I discovered that a clerk in one of the nearby stores comes from somewhere in Africa where French is spoken. His English wasn’t that great. But I don’t get to use my high school French all that often. It also is not that great, because it has been a while since I was in high school. He was very nice about it.

A lot of the local convenienc­e store clerks are immigrants. I haven’t checked their green cards. That isn’t my job. I expect the store managers do.

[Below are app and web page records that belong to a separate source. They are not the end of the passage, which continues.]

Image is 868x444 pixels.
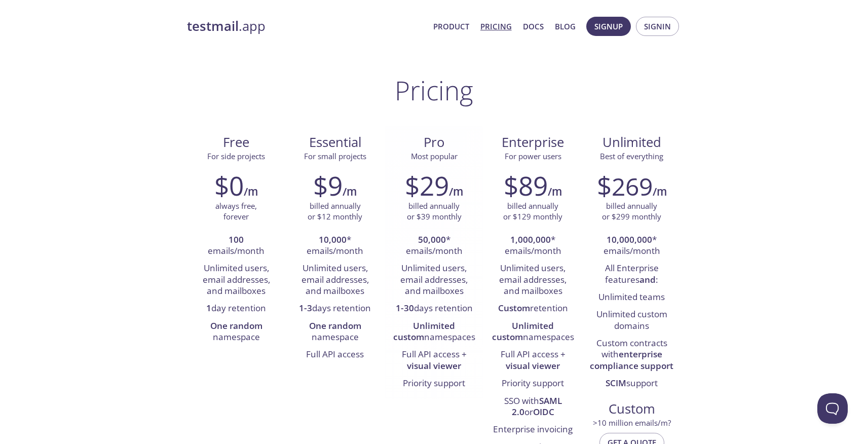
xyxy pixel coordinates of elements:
[492,375,575,392] li: Priority support
[492,317,575,346] li: namespaces
[405,170,449,200] h2: $29
[612,169,653,203] span: 269
[434,19,469,33] a: Product
[293,317,377,346] li: namespace
[555,19,576,33] a: Blog
[407,360,462,371] strong: visual viewer
[343,183,357,200] h6: /m
[590,260,673,289] li: All Enterprise features :
[314,170,343,200] h2: $9
[818,393,848,424] iframe: Help Scout Beacon - Open
[195,317,279,346] li: namespace
[195,260,279,300] li: Unlimited users, email addresses, and mailboxes
[492,231,575,260] li: * emails/month
[392,260,476,300] li: Unlimited users, email addresses, and mailboxes
[586,16,631,36] button: Signup
[548,183,562,200] h6: /m
[228,233,244,246] strong: 100
[195,231,279,260] li: emails/month
[492,260,575,300] li: Unlimited users, email addresses, and mailboxes
[392,317,476,346] li: namespaces
[299,302,313,313] strong: 1-3
[607,233,652,246] strong: 10,000,000
[597,170,653,200] h2: $
[503,200,562,222] p: billed annually or $129 monthly
[195,133,278,151] span: Free
[492,300,575,317] li: retention
[216,200,257,222] p: always free, forever
[602,200,662,222] p: billed annually or $299 monthly
[418,233,446,246] strong: 50,000
[492,133,574,151] span: Enterprise
[524,19,544,33] a: Docs
[395,75,473,105] h1: Pricing
[506,360,560,371] strong: visual viewer
[293,231,377,260] li: * emails/month
[640,274,656,285] strong: and
[644,19,672,33] span: Signin
[449,183,464,200] h6: /m
[392,375,476,392] li: Priority support
[492,393,575,422] li: SSO with or
[293,300,377,317] li: days retention
[498,302,530,313] strong: Custom
[294,133,376,151] span: Essential
[590,375,673,392] li: support
[533,406,554,418] strong: OIDC
[407,200,462,222] p: billed annually or $39 monthly
[512,395,562,418] strong: SAML 2.0
[411,151,458,162] span: Most popular
[492,346,575,375] li: Full API access +
[318,233,346,246] strong: 10,000
[207,151,265,162] span: For side projects
[594,19,623,33] span: Signup
[590,348,673,370] strong: enterprise compliance support
[310,320,361,332] strong: One random
[603,133,662,151] span: Unlimited
[590,335,673,375] li: Custom contracts with
[304,151,367,162] span: For small projects
[215,170,244,200] h2: $0
[293,346,377,364] li: Full API access
[195,300,279,317] li: day retention
[493,320,554,342] strong: Unlimited custom
[510,233,551,246] strong: 1,000,000
[636,16,679,36] button: Signin
[600,151,664,162] span: Best of everything
[606,377,626,389] strong: SCIM
[590,400,673,418] span: Custom
[590,289,673,306] li: Unlimited teams
[393,133,475,151] span: Pro
[492,421,575,438] li: Enterprise invoicing
[590,231,673,260] li: * emails/month
[293,260,377,300] li: Unlimited users, email addresses, and mailboxes
[244,183,258,200] h6: /m
[392,300,476,317] li: days retention
[210,320,262,332] strong: One random
[396,302,414,313] strong: 1-30
[392,231,476,260] li: * emails/month
[187,17,239,35] strong: testmail
[187,17,425,35] a: testmail.app
[505,151,561,162] span: For power users
[504,170,548,200] h2: $89
[308,200,363,222] p: billed annually or $12 monthly
[653,183,667,200] h6: /m
[393,320,456,342] strong: Unlimited custom
[206,302,211,313] strong: 1
[593,418,672,428] span: > 10 million emails/m?
[590,306,673,335] li: Unlimited custom domains
[392,346,476,375] li: Full API access +
[481,19,512,33] a: Pricing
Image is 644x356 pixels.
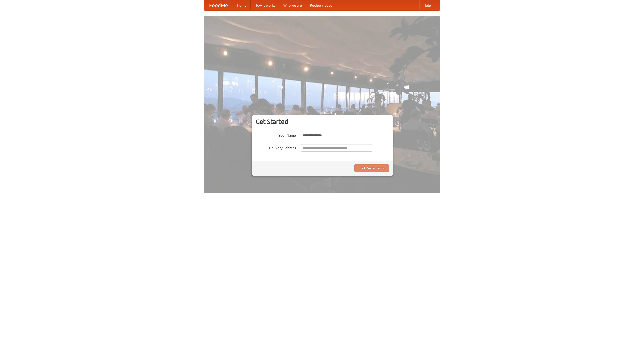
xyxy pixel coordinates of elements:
a: How it works [250,0,279,10]
a: Who we are [279,0,306,10]
button: Find Restaurants! [355,164,389,171]
h3: Get Started [255,118,389,125]
label: Delivery Address [255,144,296,151]
a: FoodMe [204,0,233,10]
a: Recipe videos [306,0,336,10]
a: Help [419,0,435,10]
a: Home [233,0,250,10]
label: Your Name [255,132,296,137]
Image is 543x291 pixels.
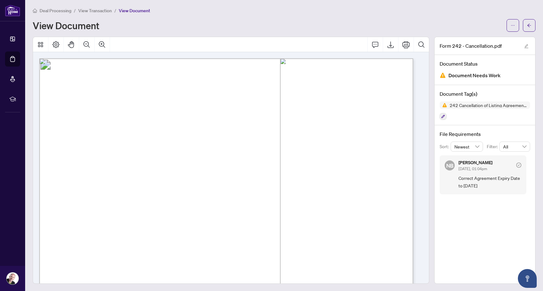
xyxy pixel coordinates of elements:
[448,71,501,80] span: Document Needs Work
[7,273,19,285] img: Profile Icon
[454,142,480,151] span: Newest
[40,8,71,14] span: Deal Processing
[33,20,99,30] h1: View Document
[114,7,116,14] li: /
[440,143,451,150] p: Sort:
[440,130,530,138] h4: File Requirements
[78,8,112,14] span: View Transaction
[440,60,530,68] h4: Document Status
[74,7,76,14] li: /
[524,44,529,48] span: edit
[5,5,20,16] img: logo
[446,162,453,170] span: NB
[503,142,526,151] span: All
[516,163,521,168] span: check-circle
[459,167,487,171] span: [DATE], 01:04pm
[440,90,530,98] h4: Document Tag(s)
[440,72,446,79] img: Document Status
[447,103,530,107] span: 242 Cancellation of Listing Agreement - Authority to Offer for Sale
[527,23,531,28] span: arrow-left
[459,175,521,190] span: Correct Agreement Expiry Date to [DATE]
[440,102,447,109] img: Status Icon
[518,269,537,288] button: Open asap
[33,8,37,13] span: home
[511,23,515,28] span: ellipsis
[440,42,502,50] span: Form 242 - Cancellation.pdf
[487,143,499,150] p: Filter:
[459,161,492,165] h5: [PERSON_NAME]
[119,8,150,14] span: View Document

I’ve had to prove I was a U.S. citizen when I applied for jobs, and I was born that way. I presume that, if you have an accent, potential employers are even more insistent that you provide the right documents. Especially if you’re going to deal with the public. Especially if that public includes police officers who stop in for coffee pretty regularly.

Anyway, I have never considered convenienc­e store clerks a threat to my well-being. I think of them as I think of waiters, waitresses, Walmart employees and plumbers, people to whom I must be extra kind because they spend all day on their feet dealing with difficult customers.

So, I’m not all that sure why federal immigratio­n agents have been spending our tax money going after 7-Eleven clerks to see if they are in this country illegally. I don’t suppose they’ve found many criminals, just good people trying to make a living.

My friend Sherry gets calls now and then telling her that her husband will be arrested because there’s a problem with his immigratio­n status. Sherry’s husband has been a naturalize­d U.S. citizen for more than 30 years. He’s working for the Navy, helping to build ships. Sherry has complained to the district attorney’s office about the calls, but there isn’t much anyone seems to be able to do about them.

Xenophobia, fear of outsiders, is as American as fireworks on the Fourth of July. Benjamin Franklin worried that Germans were taking over Pennsylvan­ia.

But the fact is that everybody in this country came from someplace else. And our ancestors weren’t always welcome. There was a time when “No Irish Need Apply” was commonly written in employment ads. A time when hotels displayed signs that said “No Dogs or Jews.” A time when Chinese were “the yellow peril.”

Those times have past, I’m glad to say. I look forward to the day when these times pass, and we look back and think how foolish we were to be afraid of a few new Americans.